In a medical setting, pharmaceutical fentanyl is considered a blessing for patients in extreme pain. But authorities say, in the last two years, Mexican cartels have ramped up production of a new version of the drug, "acetyl" fentanyl, and they are smuggling the powder into the U.S.

Mary Lou Leary is Deputy Secretary of the Office of National Drug Control Policy. "Heroin is bad enough but when you lace it with fentanyl, it’s like dropping a nuclear bomb on the situation," she says. "It’s so, so much more dangerous."

Two years ago, Maine authorities documented seven deaths primarily cause by fentanyl or acetyl fentanyl. Last year that number jumped 500 percent, to 43 deaths. There were 57 deaths due mainly to heroin last year.
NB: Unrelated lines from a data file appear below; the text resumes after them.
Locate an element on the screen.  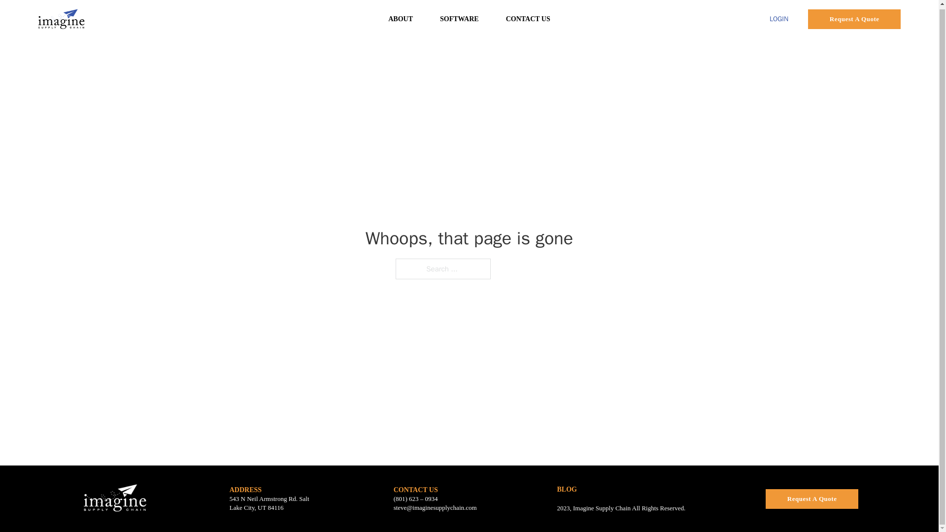
Request A Quote is located at coordinates (854, 19).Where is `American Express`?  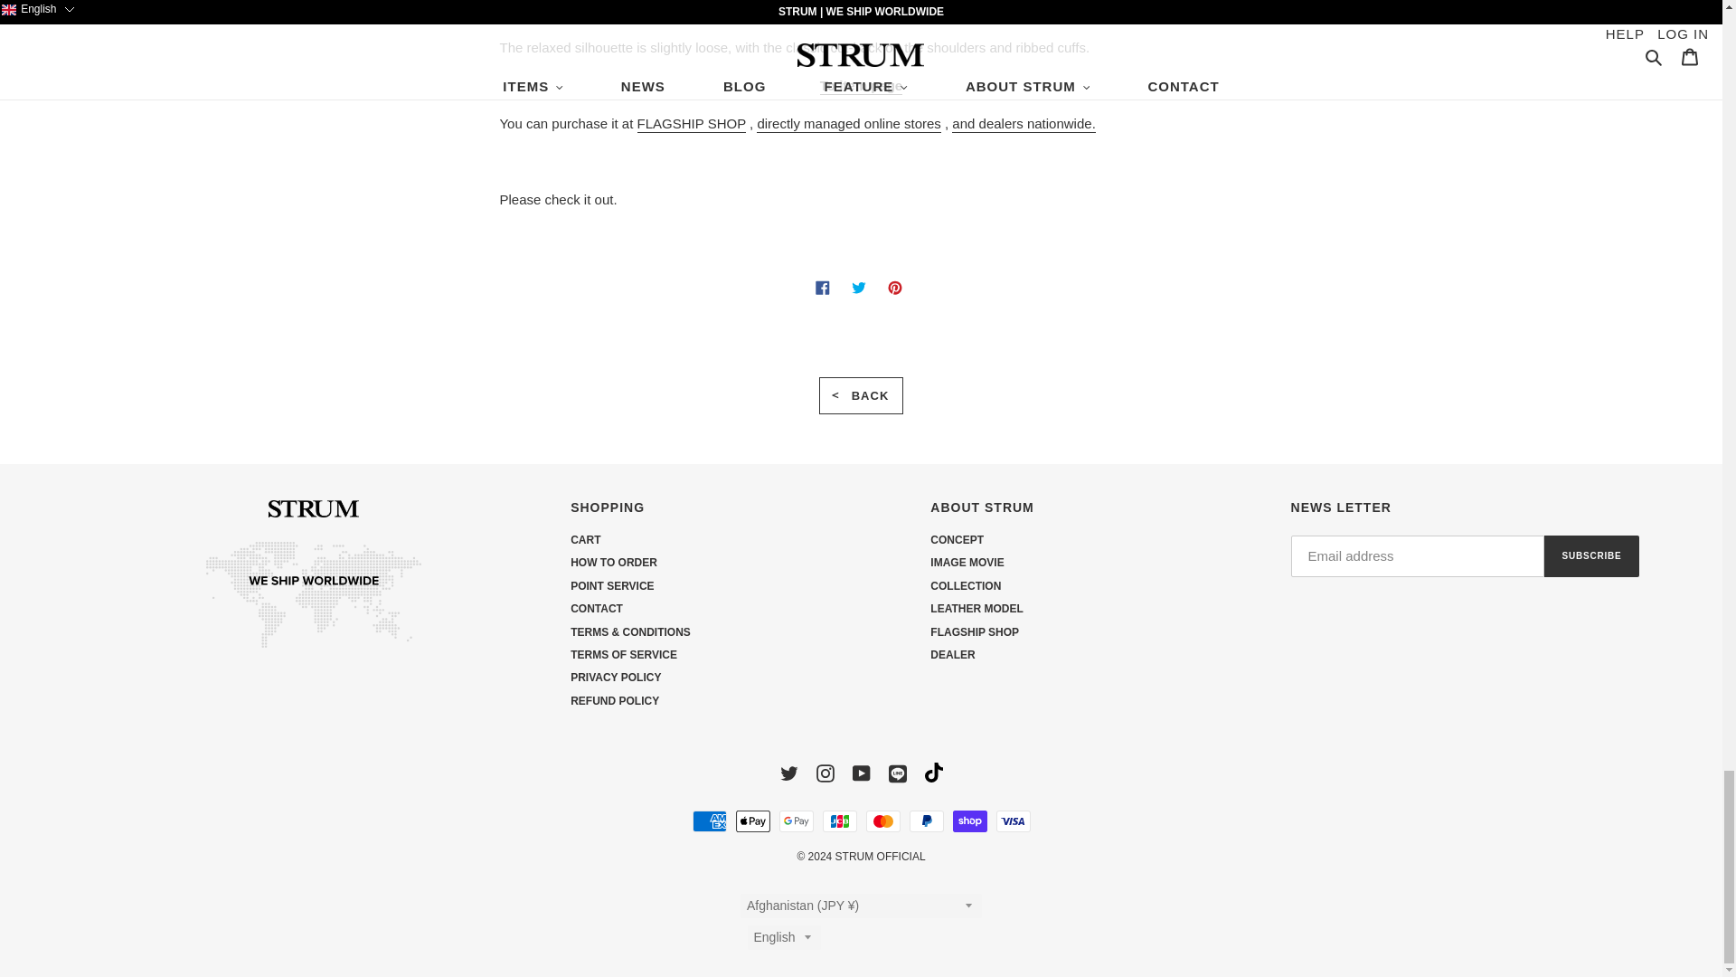 American Express is located at coordinates (710, 821).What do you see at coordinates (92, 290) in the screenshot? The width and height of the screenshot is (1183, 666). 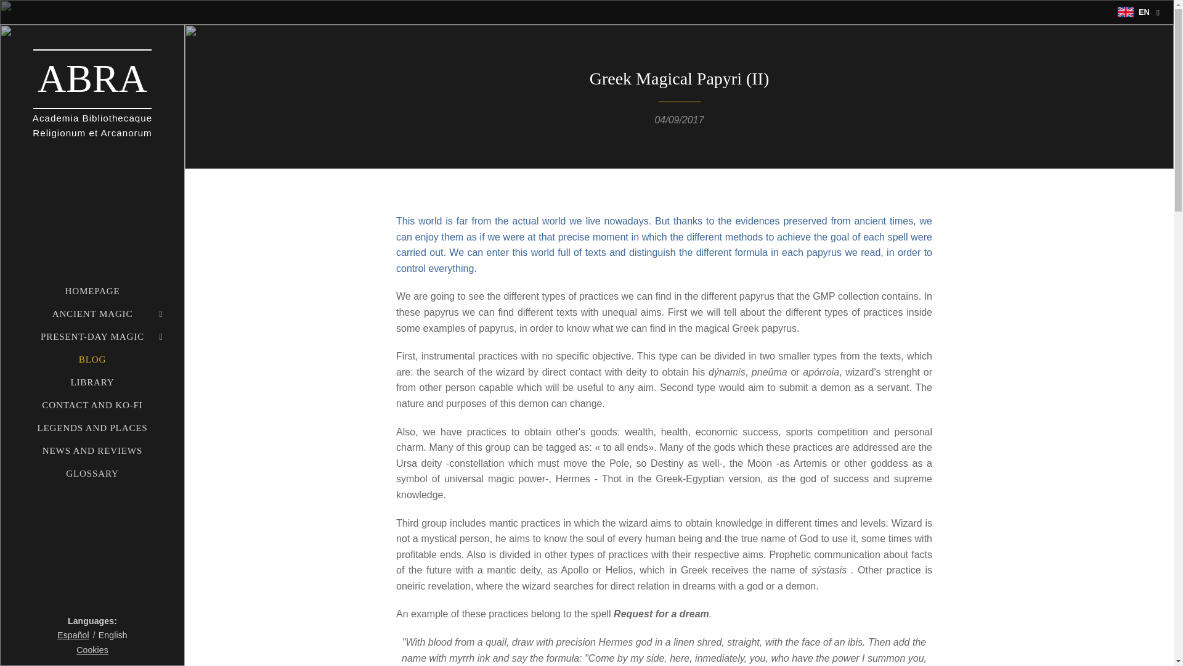 I see `HOMEPAGE` at bounding box center [92, 290]. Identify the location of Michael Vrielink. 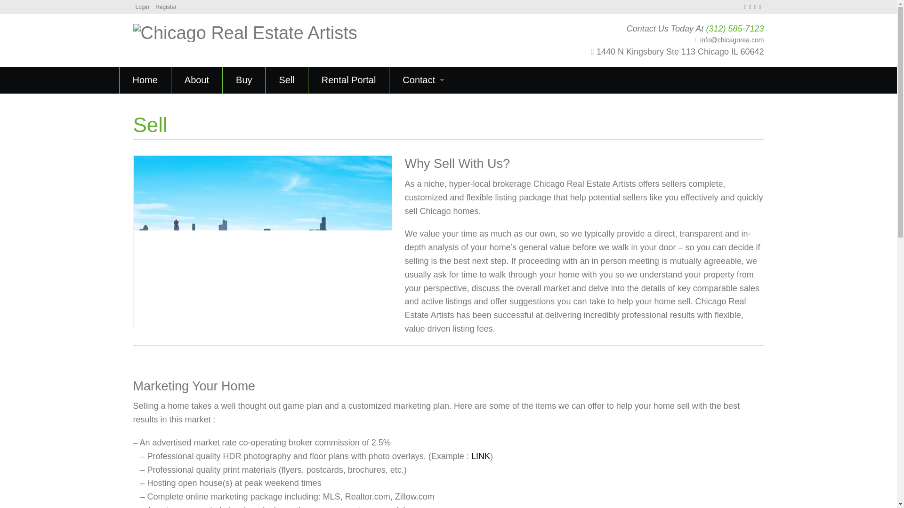
(423, 133).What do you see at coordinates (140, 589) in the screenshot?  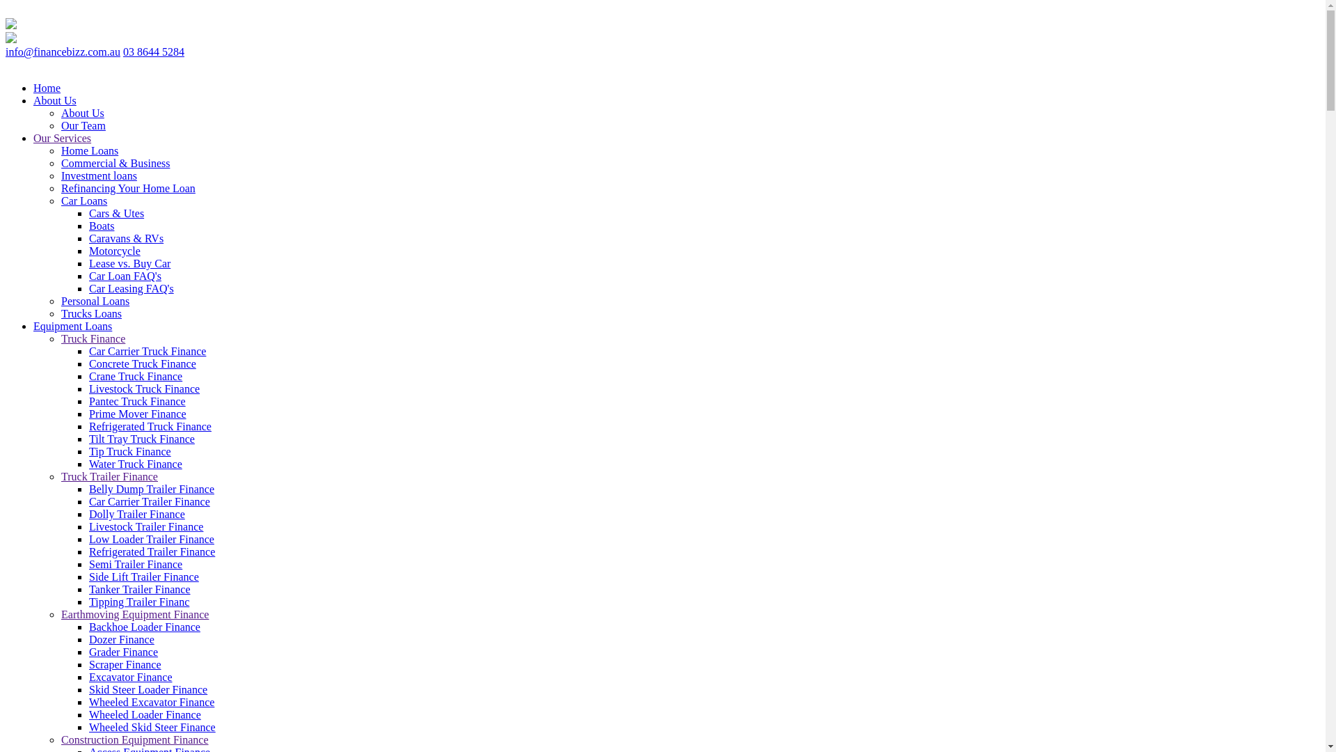 I see `Tanker Trailer Finance` at bounding box center [140, 589].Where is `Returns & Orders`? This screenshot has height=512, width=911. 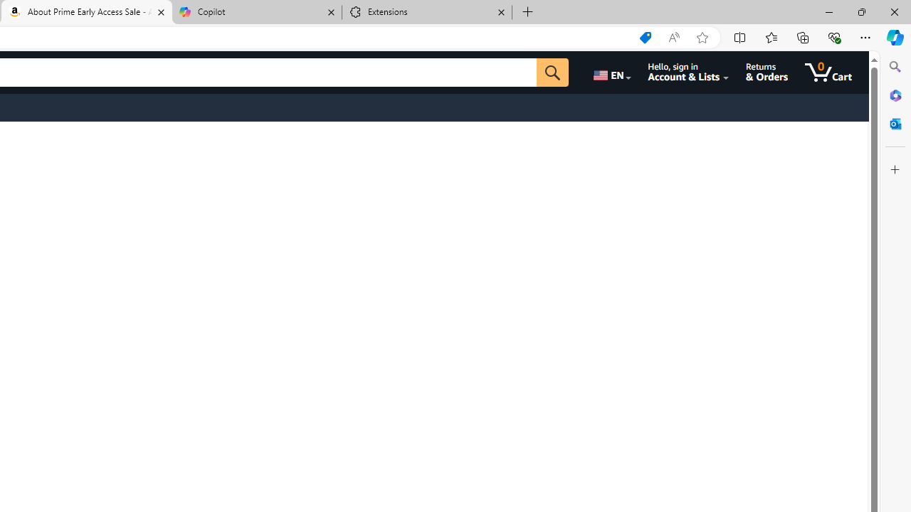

The pace appears to be quickening this year. Just mid-way through the year, in June, 37 overdose deaths were primarily attributable to heroin, and 26 primarily to fentanyl.
 
And Maine Attorney General Janet Mills says the problem could be getting even worse in the year’s second half. "In July alone, we suspect that approximately one death a day in Maine was due to a drug overdose of some sort. We are confirming this with laboratory testing, but a substantial number of those involved fentanyl."

Law enforcement and policy-makers are struggling to react to the fast-moving epidemic. Only a handful of states - Maine is one of them - have added acetyl fentanyl to their lists of banned substances.

And, with some bumps along the way, Attorney General Mills has been working with lawmakers to stiffen penalties for possession and trafficking of fentanyl and its variants. Mills says the trafficking felony carries a prospect of serious jail time that should ease deal-making for intelligence about drug networks.

And more importantly, she says, it will put pressure on addicts to seek help, "the ability to leverage treatment, for instance, and sometimes information, from people about where the stuff came from. If they are only facing a misdemeanor charge they might only do a few days in jail, the local county jail, and then they are back on the streets again and free to make the same mistakes in life.

In some states, publicity about fentanyl has led users to seek the substance out. Angelo Alonzo says for them, the danger is magnetic.

"The sad thing too, usually when someone hears that people are dropping or dying out there that’s usually when an addict wants that specific stuff. They think that the high is unbelievable and they want it and you can understand why. But that’s a tough call. You’re playing with your life."

It’s unclear what Alonzo’s next call may be in the difficult road toward recovery. He’s checked out of the rehab shelter, against medical advice.